Experimentalism Wrapped Around Pop: Barry Adamson's Favourite LPs | Page 13 of 14 | The Quietus

Baker's Dozen

Artists discuss the 13 records that shaped their lives

12. Alice CooperSchool’s Out

I’ve been an Alice Cooper fan since my early teens and timing wise, this album was right for me as I moving to another school. But what I found extraordinary about this record was you had title track but then it goes into stuff like ‘Luney Tune’ and ‘Street Fight’ and below the razzmatazz it goes into this really dark territory. You go off into this world of danger and you’d better be ready for it.

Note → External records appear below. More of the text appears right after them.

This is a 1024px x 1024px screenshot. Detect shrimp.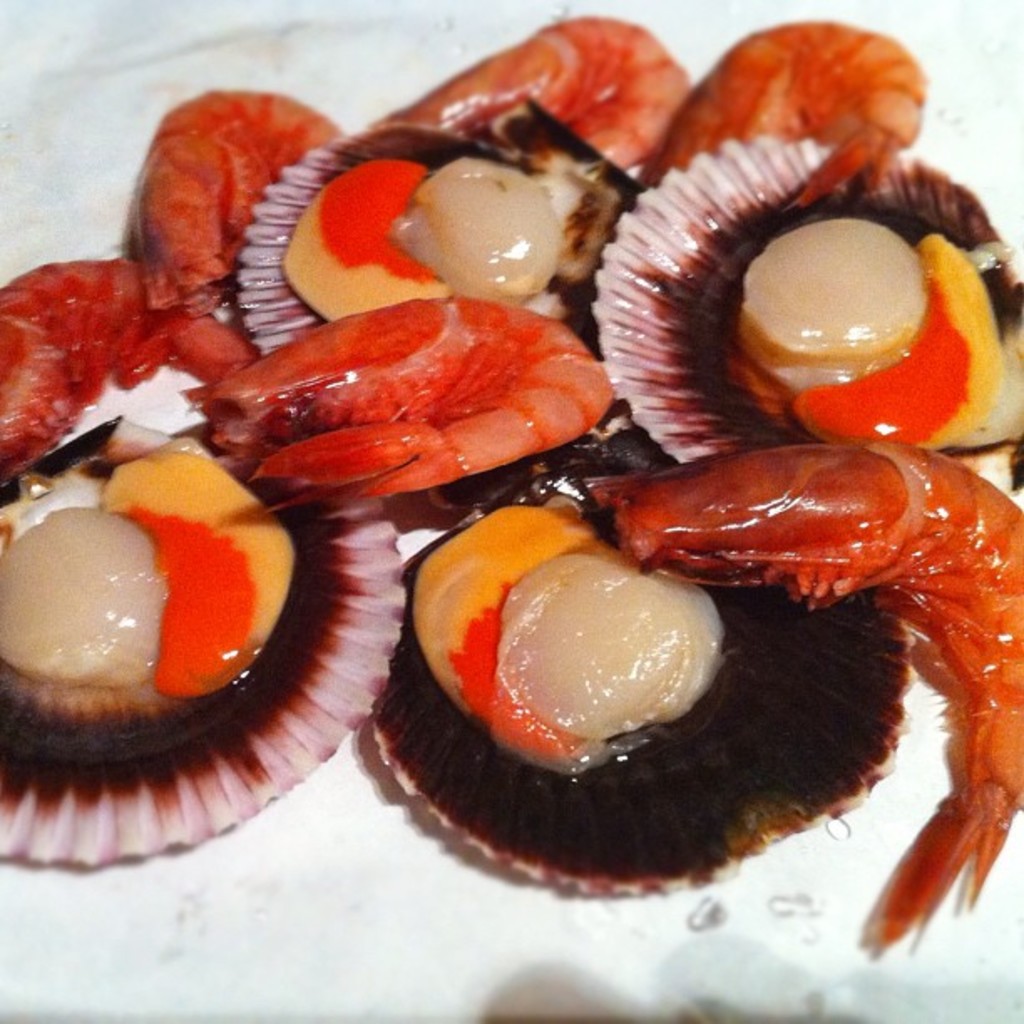
{"left": 385, "top": 13, "right": 691, "bottom": 177}.
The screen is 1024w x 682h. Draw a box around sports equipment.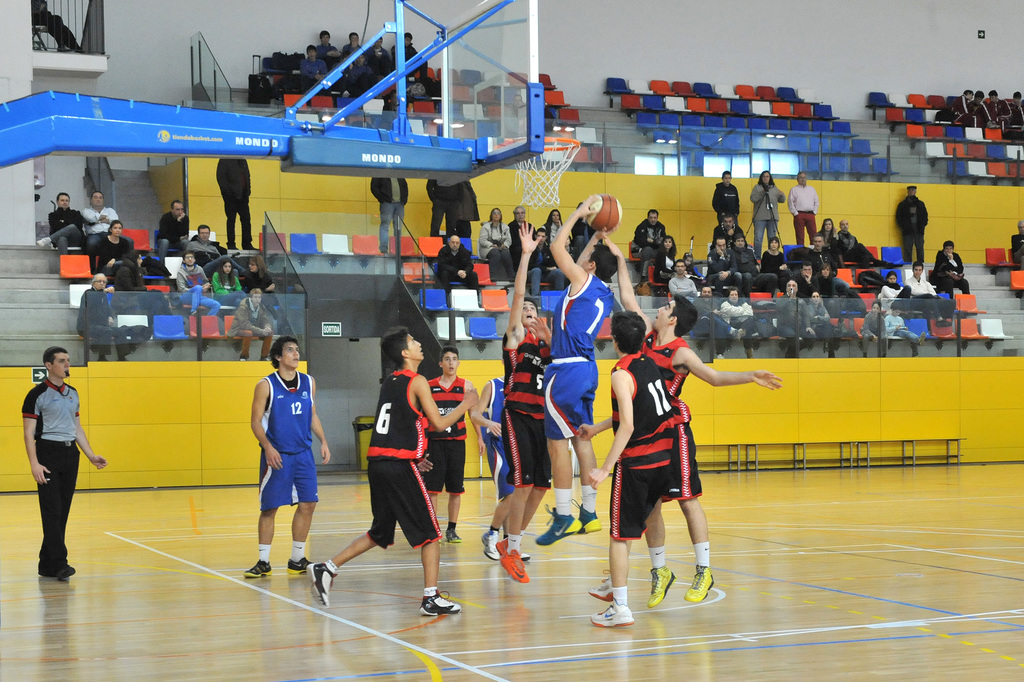
<region>481, 529, 500, 560</region>.
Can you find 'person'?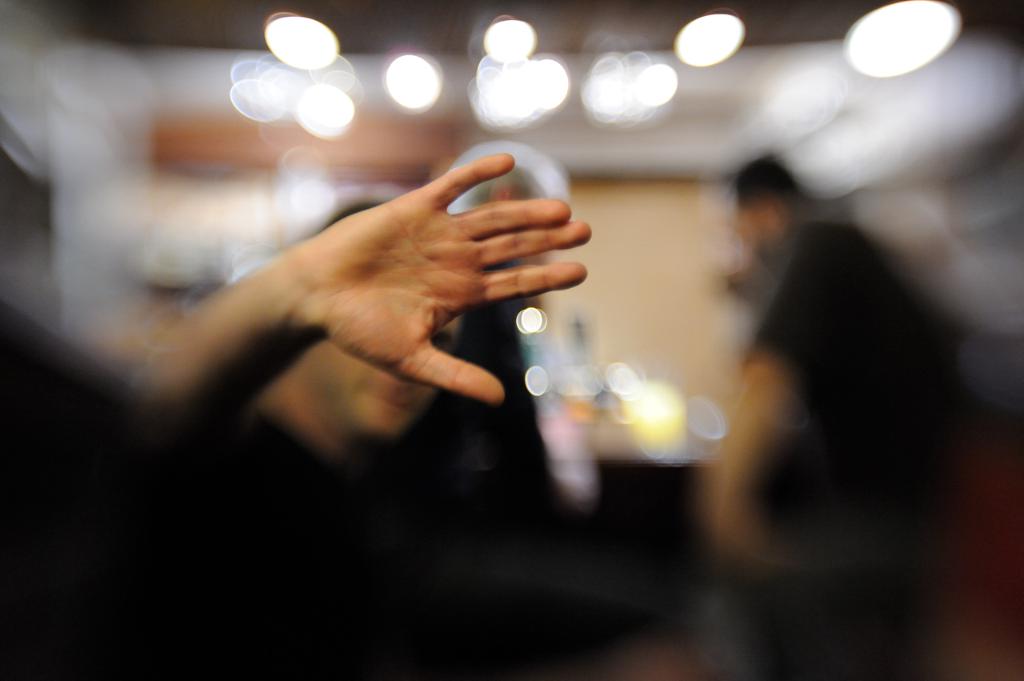
Yes, bounding box: box=[109, 144, 613, 593].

Even by the end you have these amazing orchestrations by Bob Ezrin swimming around and Alice is going, ‘I’m swimming in blood!’ And you’re like, ‘fuck! What happened? We were leaving school just a minute ago!’

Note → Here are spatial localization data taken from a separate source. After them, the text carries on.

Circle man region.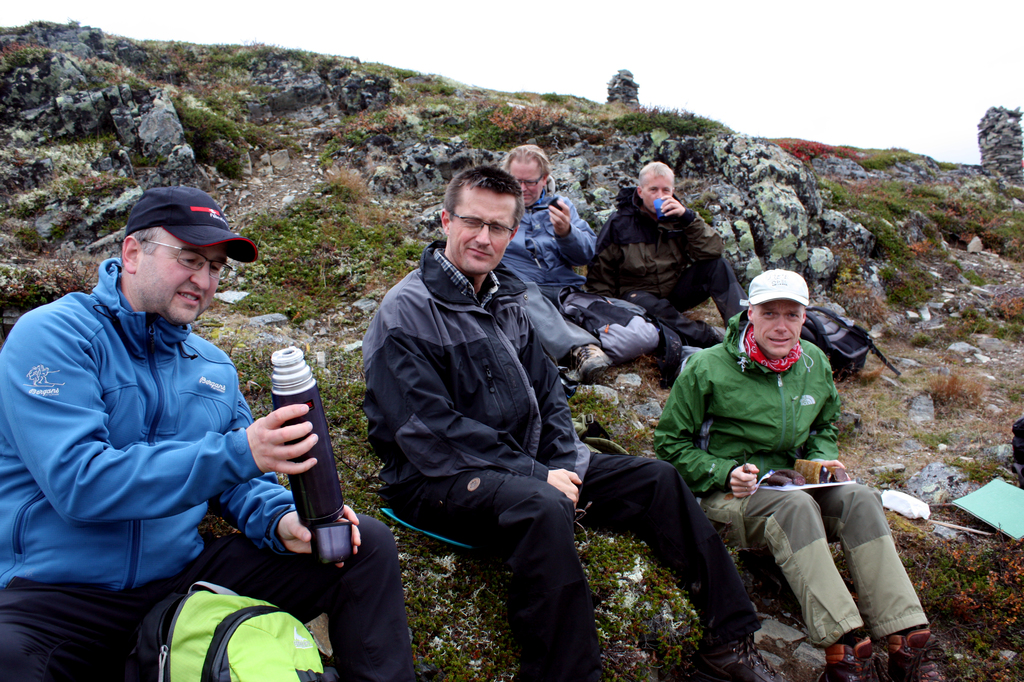
Region: (0,188,418,681).
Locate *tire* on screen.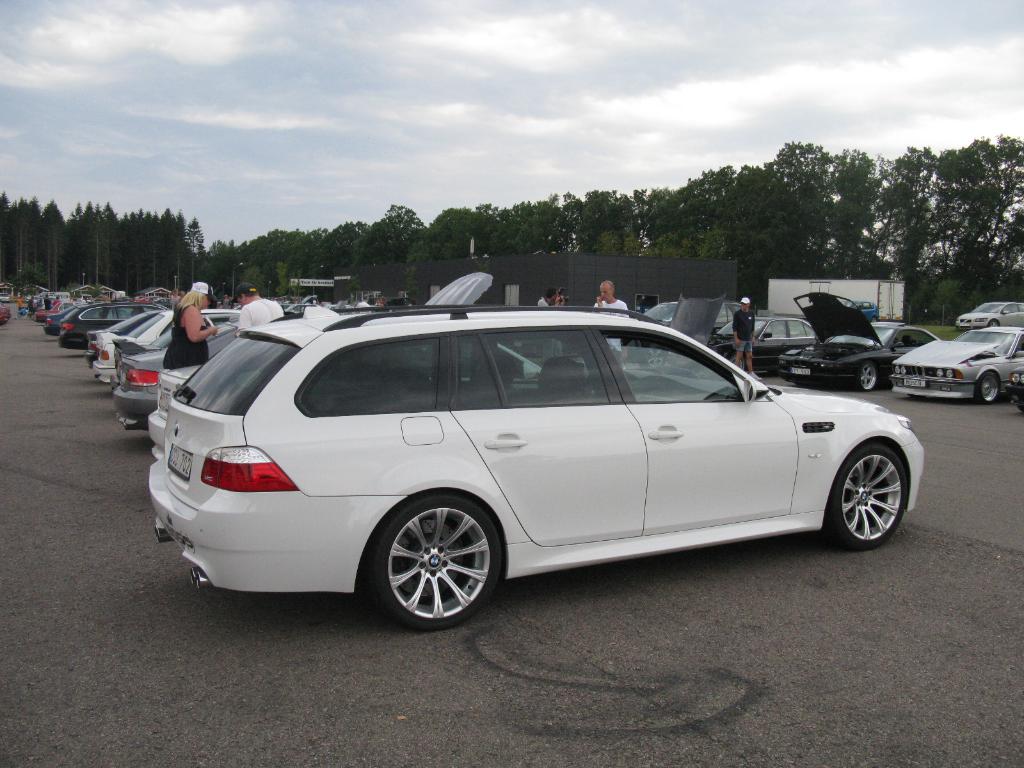
On screen at region(364, 487, 506, 628).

And ‘Street Fight’ is just that but with a bassline. It’s all totally believable and when you get to ‘Blue Turk’, that does it for me every time. And then the next, ‘My Stars’, is like this weird homage to coming out of safety and getting splattered by the world. And then there he is: ‘Public Animal #9’ – that’s what you’ve become.

And Bob Ezrin is just a genius. He’s like, ‘you play along guys and I’ll sort out everything else!’ so you get these string arrangements and synthesizers but you still get the Alice Cooper from Killer and Love It To Death except that the production has been supersized. It’s genius.